Five-thirty in the morning on the new boulevards. Región 15 is the residential corridor where the first concrete trucks of the day cross paths with the joggers, the masons setting up for the next pour, the small workers' coffee stalls firing up their burners.
Región 15 is the residential band that has absorbed most of Tulum's expansion over the past decade. The neighborhood sits inland of the hotel zone, west of downtown, and forms the corridor where new construction has organized around wide boulevards, lower density, and a residential rhythm distinct from the commercial pulse of downtown. The local infrastructure is now real — bakeries, specialty coffee, yoga studios, small grocery stores, the kind of restaurants where the cook knows the residents by name. Downtown Tulum and Avenida Tulum's commercial corridor are five to seven minutes by car or fifteen minutes on foot; the beach corridor and the archaeological zone are ten to twelve minutes east; the cenotes of the inland system — Gran Cenote, Cenote Calavera, Cenote Carwash — are five minutes by bike. The corridor's growth has been quick but the residential character has held.
Inside Nonai, the project reads as a villa collection drawn around private outdoor space. Each home spans roughly 4,962 square feet across a layout that organizes living spaces around the cross-breeze and an exterior of pool, deck, and shaded terrace. Full-height openings pull the jungle light deep into the interior; the materials are honest — wood, stone, concrete, glass that respects the salt-and-jungle climate. The footprint was kept residential, not hotel-scaled, so the project reads as a small community of neighbors rather than a complex.
Pre-sale, entry pricing at $9,849,510 MXN. Nonai sits in Región 15 at the rare scale of a private villa with a pool inside Tulum's most active residential corridor — a footprint that the corridor's denser condo projects simply cannot replicate. For the buyer who came to Tulum for the version of the city with a yard and a key, this is one of the most considered villa addresses in the neighborhood.
Región 15 is Tulum's northern residential corridor, located on the inland side of Highway 307 between Tulum Centro and the airport. The area is rapidly developing as one of Tulum's most active boutique condominium corridors, with strong investor demand driven by proximity to the new Tulum International Airport (~10 km), value-tier pricing per square foot, and easier vehicle access compared to interior Tulum neighborhoods. Best for buyers seeking airport proximity, lower price points, and exposure to Tulum's expanding northern growth corridor.
Nonai Villas represents something we don't see often in Region 15: genuine restraint. Eight villas instead of eighty units means you're not competing for amenities or views with dozens of neighbors. Midactive's track record matters here — they've delivered real projects, not promises. At this price point and size, you're looking at a villa that works equally well as a private residence or a managed rental asset, which appeals to the investor-retiree crossover we work with regularly. Region 15 itself remains quieter than downtown Tulum, though that's both its appeal and its limitation — you're trading walkability for seclusion. The jungle setting is genuine, not landscaped theater. If you value privacy over proximity to restaurants and nightlife, this makes sense. If you need that energy nearby, factor in a ten-minute drive. We'd recommend seeing the finishes in person before committing at this investment level.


* _What you are asked to do_: Beginning with the line that has "Locate an element" and ending with the line that has "The width and", retype the entries below exactly, except for the pictures.

Items from a data source:
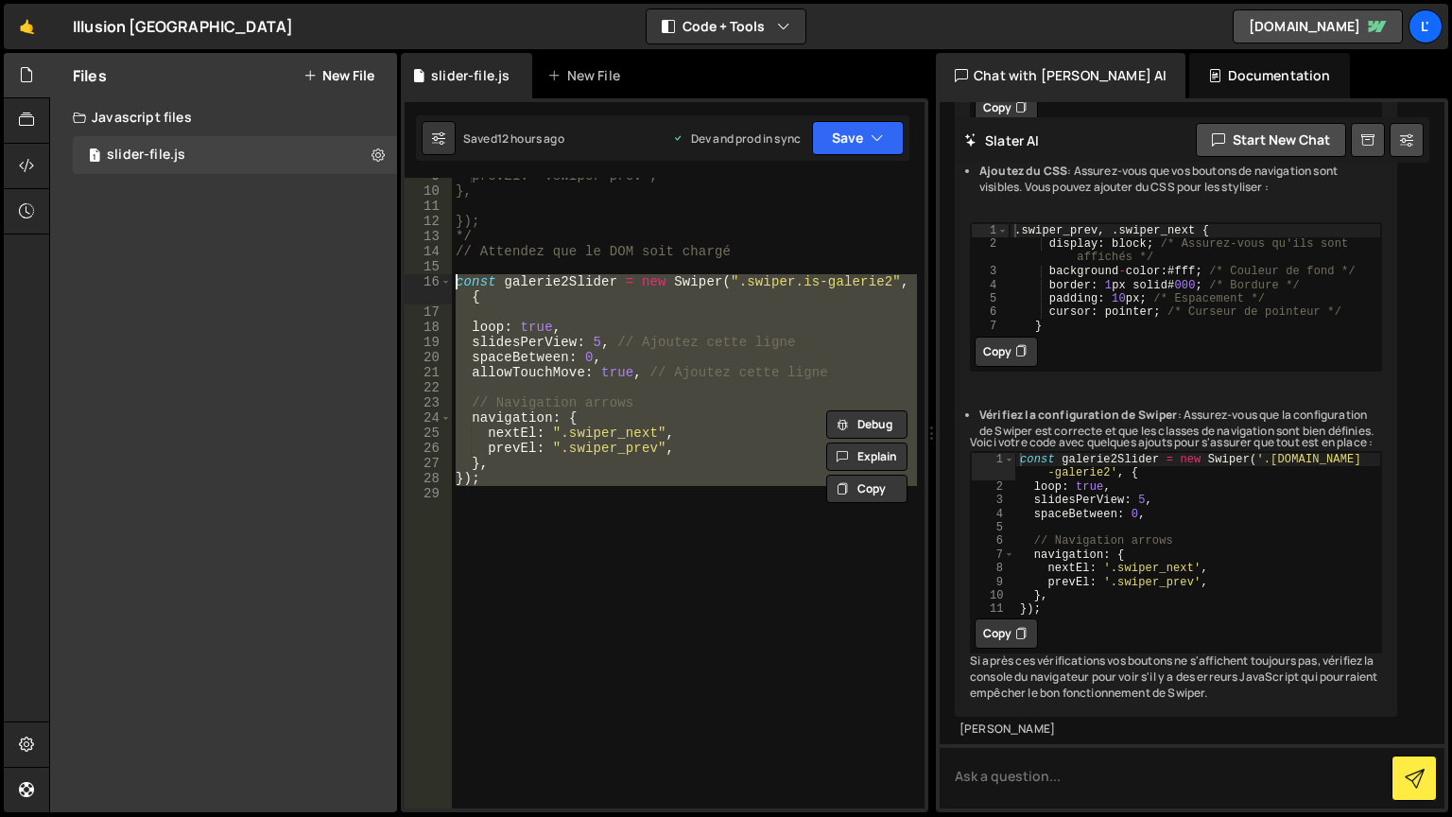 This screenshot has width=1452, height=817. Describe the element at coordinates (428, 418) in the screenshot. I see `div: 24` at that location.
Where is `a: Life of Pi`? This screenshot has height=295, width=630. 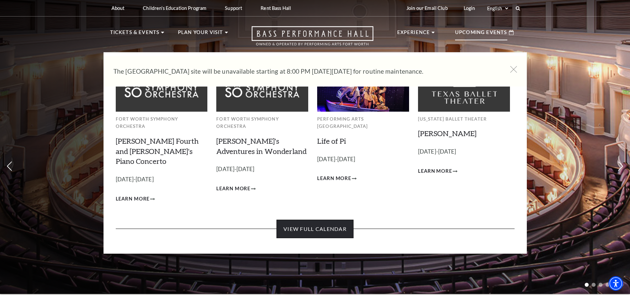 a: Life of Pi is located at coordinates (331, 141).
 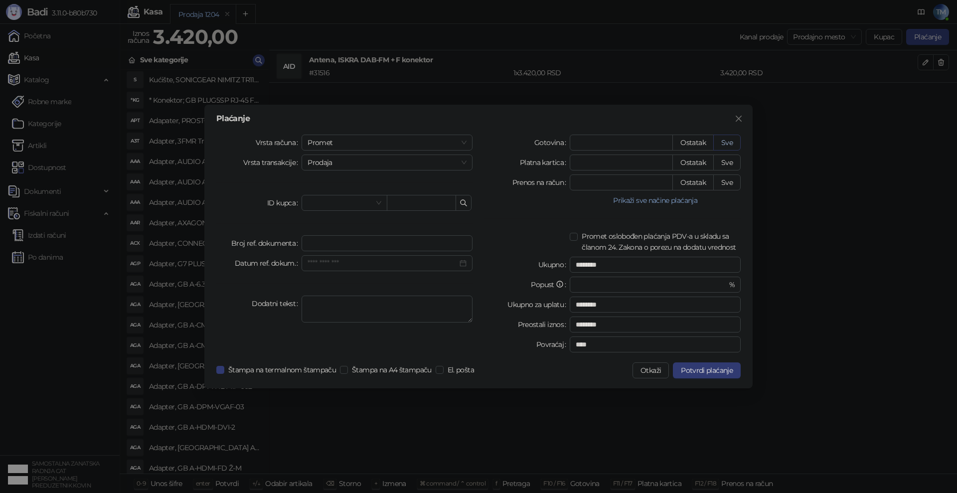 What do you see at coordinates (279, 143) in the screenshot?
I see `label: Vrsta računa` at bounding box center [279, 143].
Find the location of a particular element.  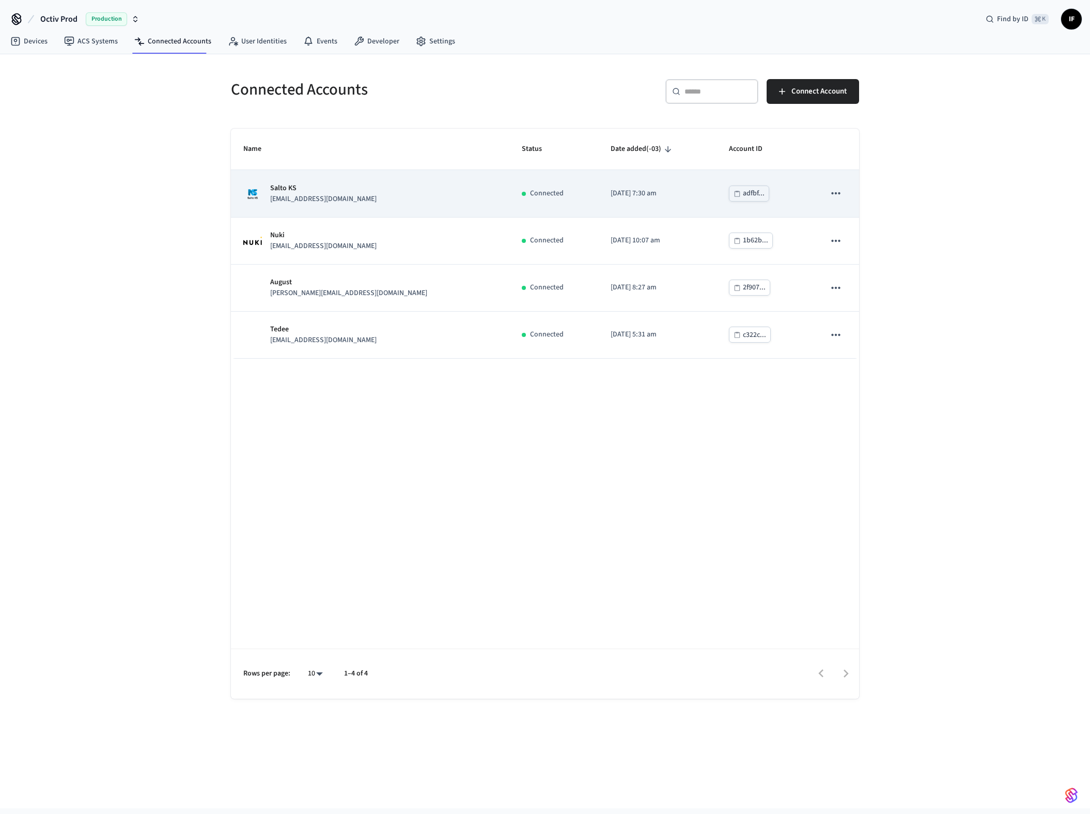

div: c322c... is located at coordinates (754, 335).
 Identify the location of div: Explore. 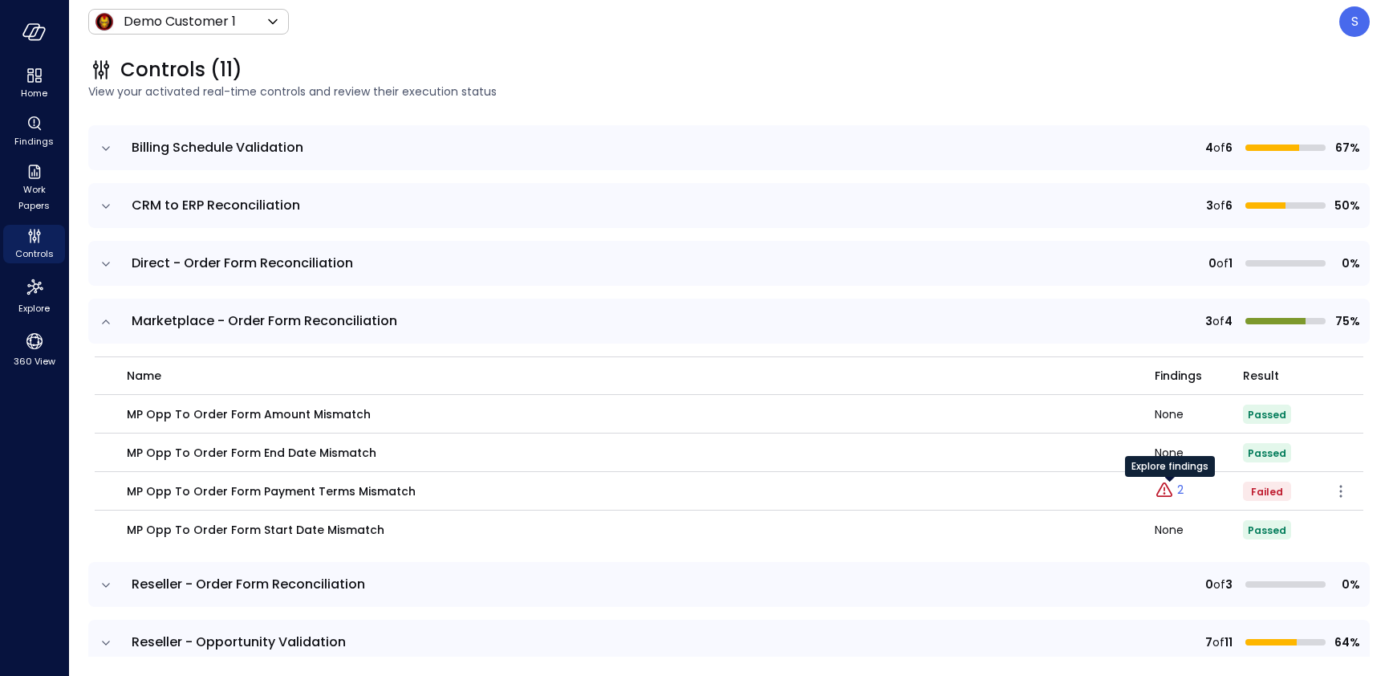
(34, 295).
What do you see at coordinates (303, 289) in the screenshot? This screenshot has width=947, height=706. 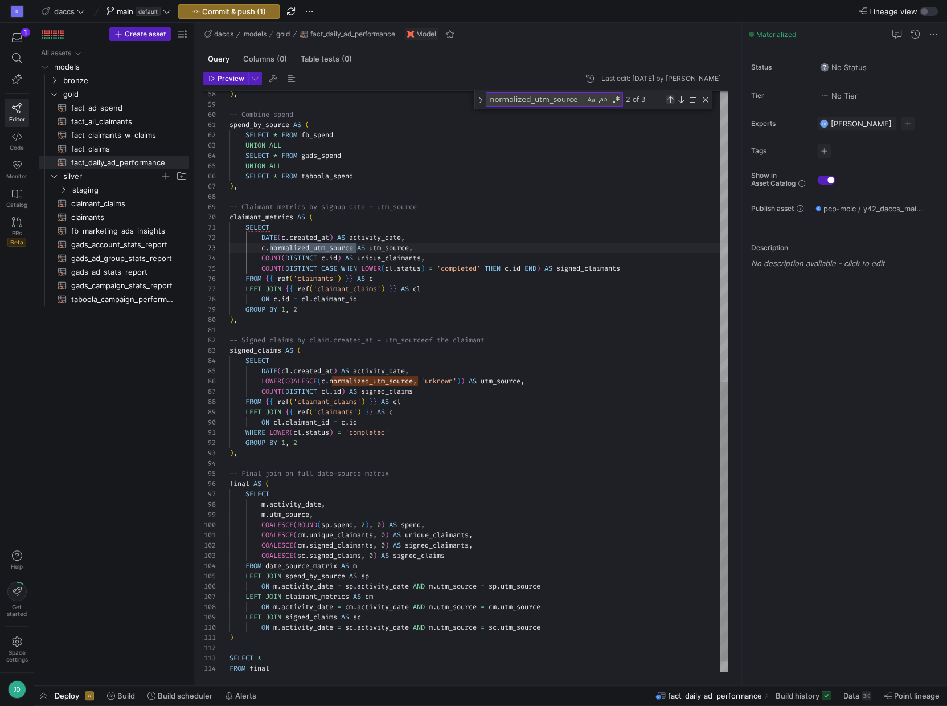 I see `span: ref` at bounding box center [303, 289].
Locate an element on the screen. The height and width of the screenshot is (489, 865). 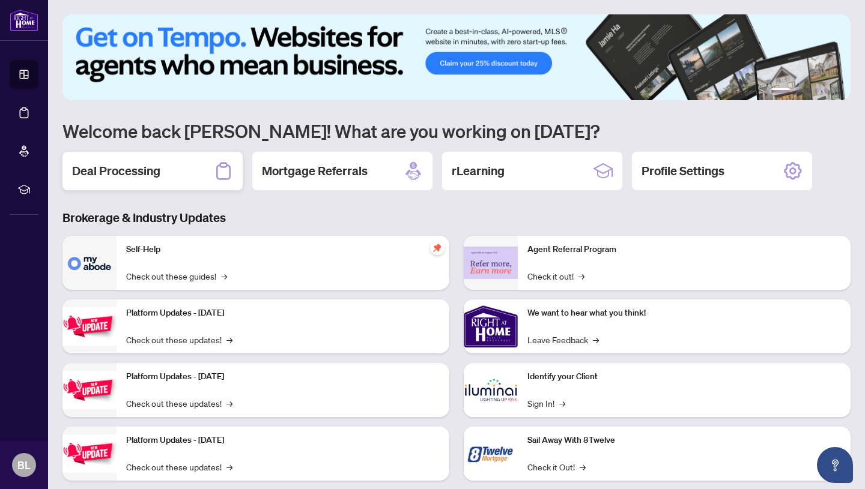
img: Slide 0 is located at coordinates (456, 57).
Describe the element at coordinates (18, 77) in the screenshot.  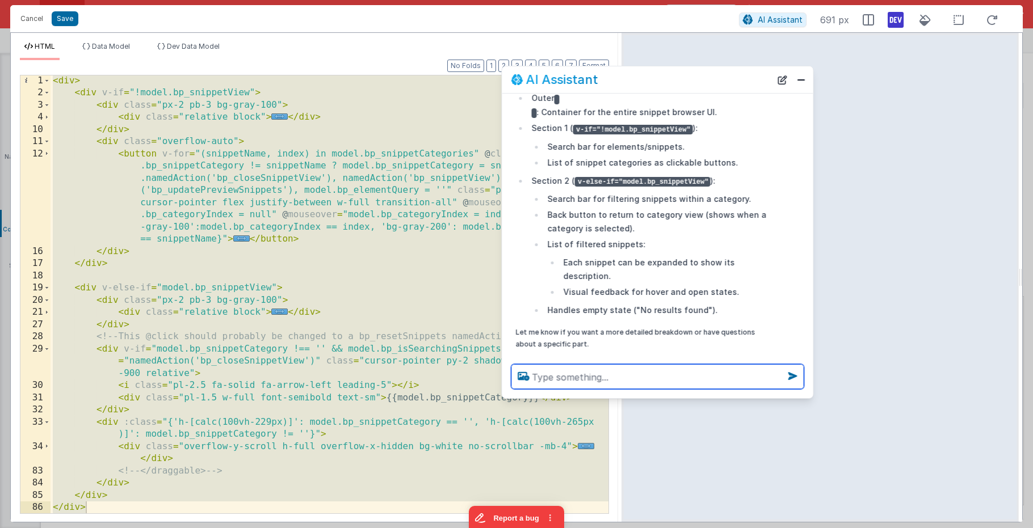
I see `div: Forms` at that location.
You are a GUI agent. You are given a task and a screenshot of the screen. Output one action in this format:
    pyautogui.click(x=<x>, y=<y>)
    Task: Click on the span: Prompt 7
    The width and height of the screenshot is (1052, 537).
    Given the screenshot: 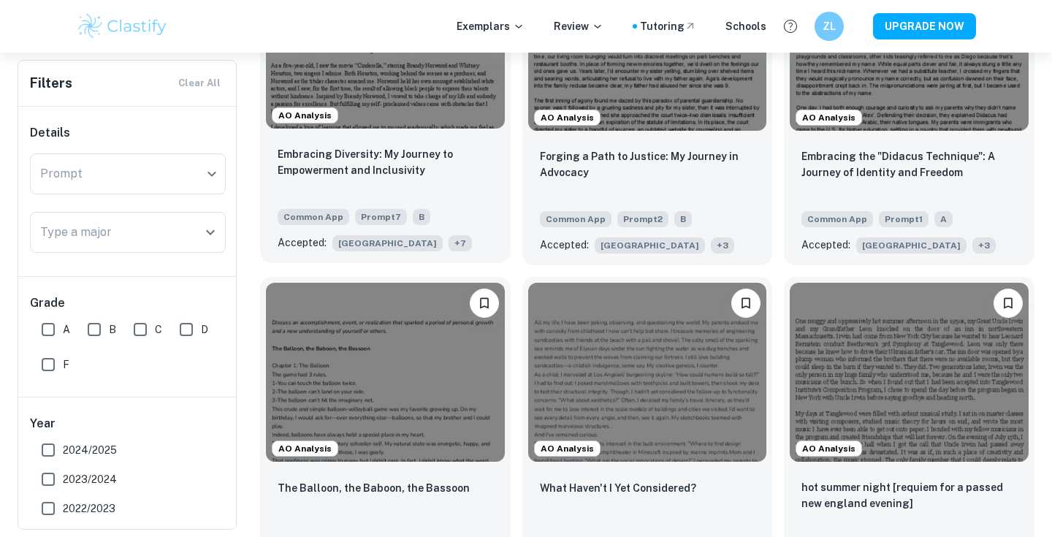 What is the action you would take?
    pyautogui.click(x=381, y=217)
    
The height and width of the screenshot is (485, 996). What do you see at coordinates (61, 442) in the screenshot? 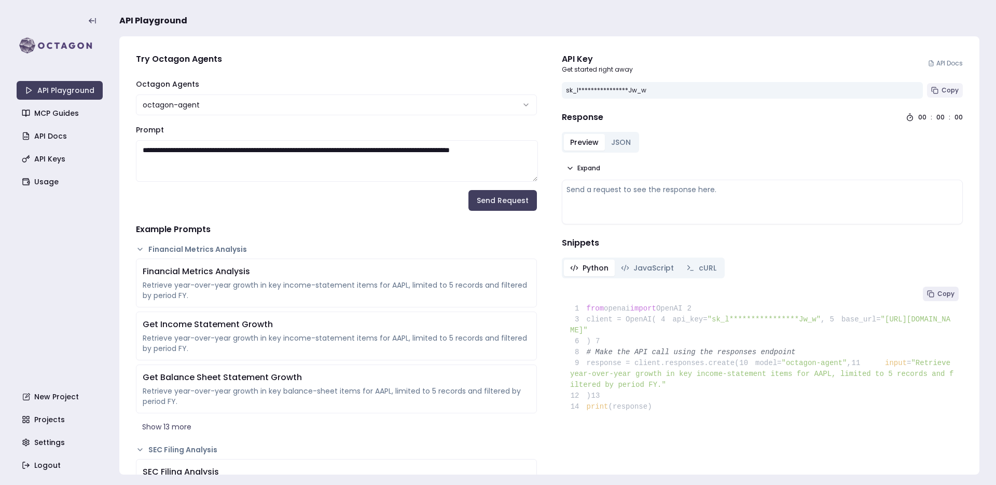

* _Answer_:
Locate an element on the screen. The height and width of the screenshot is (489, 865). 
img: Slide 0 is located at coordinates (456, 57).
Describe the element at coordinates (18, 77) in the screenshot.  
I see `div: Forms` at that location.
You are a GUI agent. You are given a task and a screenshot of the screen. Output one action in this format:
    pyautogui.click(x=<x>, y=<y>)
    Task: Click on the span: Prompt 7
    The width and height of the screenshot is (1052, 537).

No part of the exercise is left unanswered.